Task description: Take the entries below and retype them word for word, excluding the images.
....................
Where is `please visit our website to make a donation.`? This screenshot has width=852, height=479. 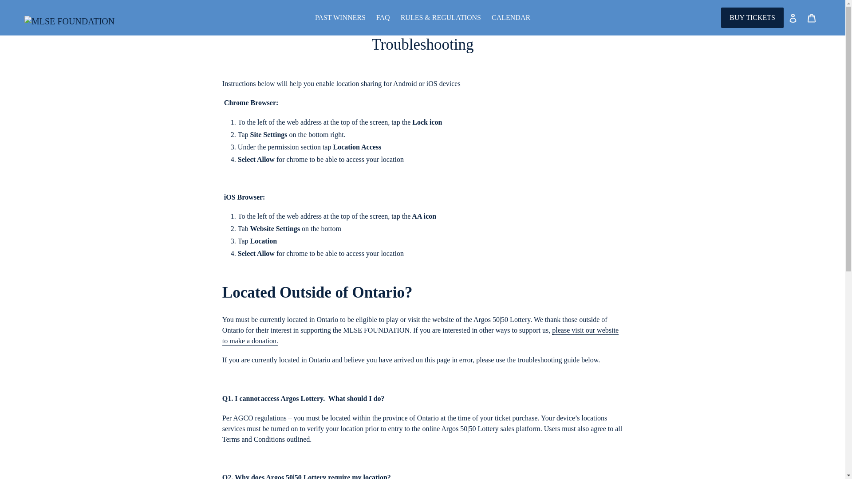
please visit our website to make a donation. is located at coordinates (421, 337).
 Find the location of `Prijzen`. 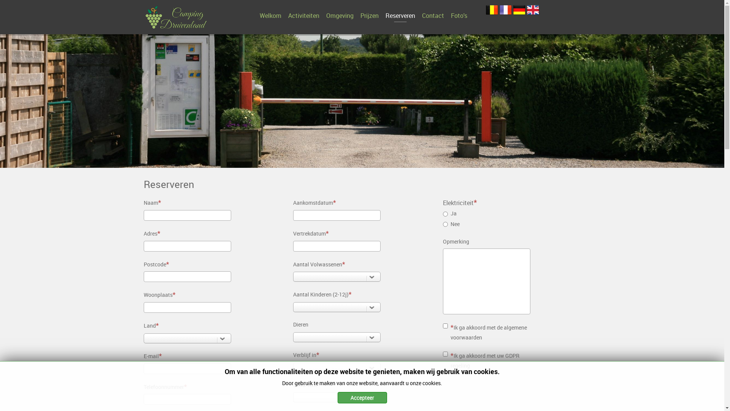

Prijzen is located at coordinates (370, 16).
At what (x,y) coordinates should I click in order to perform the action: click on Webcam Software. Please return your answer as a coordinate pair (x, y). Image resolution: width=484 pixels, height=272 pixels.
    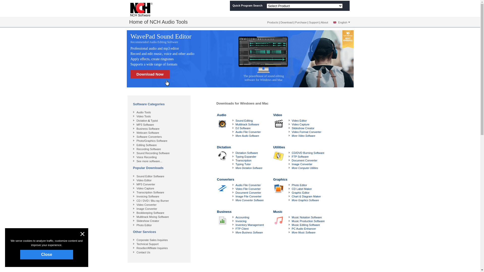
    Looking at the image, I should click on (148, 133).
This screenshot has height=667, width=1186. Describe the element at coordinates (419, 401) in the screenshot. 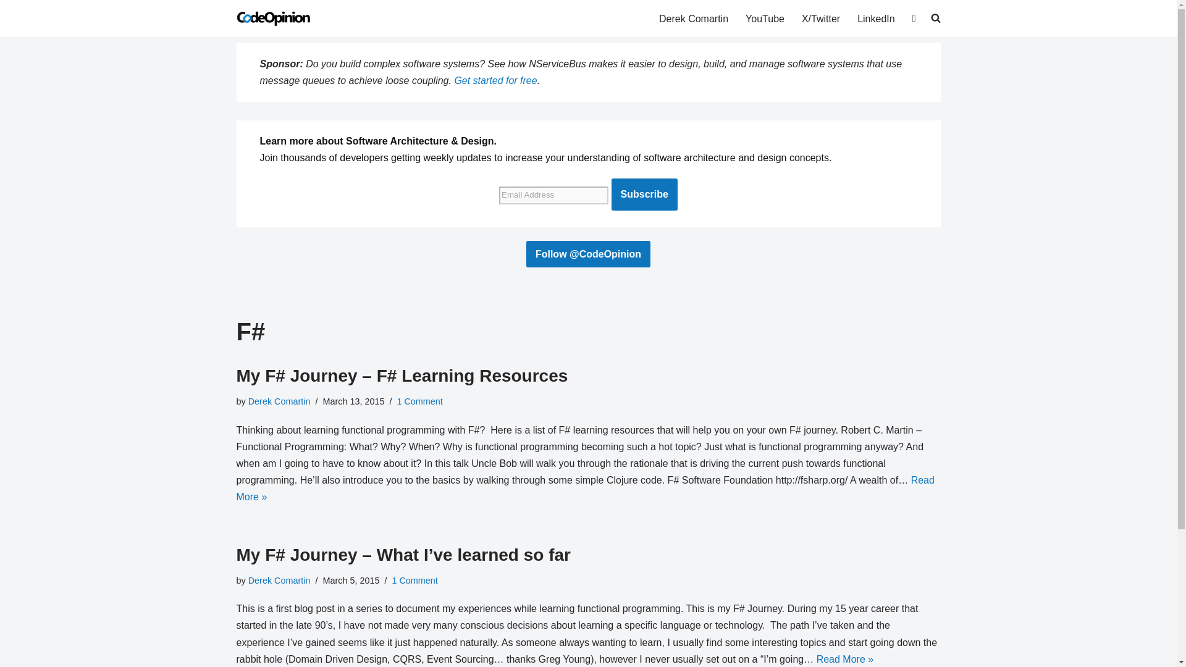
....................
Task result:
Where is `please visit our website to make a donation.`? This screenshot has width=852, height=479. 
please visit our website to make a donation. is located at coordinates (421, 337).
 Find the location of `Prijzen`. 

Prijzen is located at coordinates (370, 16).
At what (x,y) coordinates should I click in order to perform the action: click on Webcam Software. Please return your answer as a coordinate pair (x, y). Image resolution: width=484 pixels, height=272 pixels.
    Looking at the image, I should click on (148, 133).
This screenshot has height=667, width=1186. Describe the element at coordinates (419, 401) in the screenshot. 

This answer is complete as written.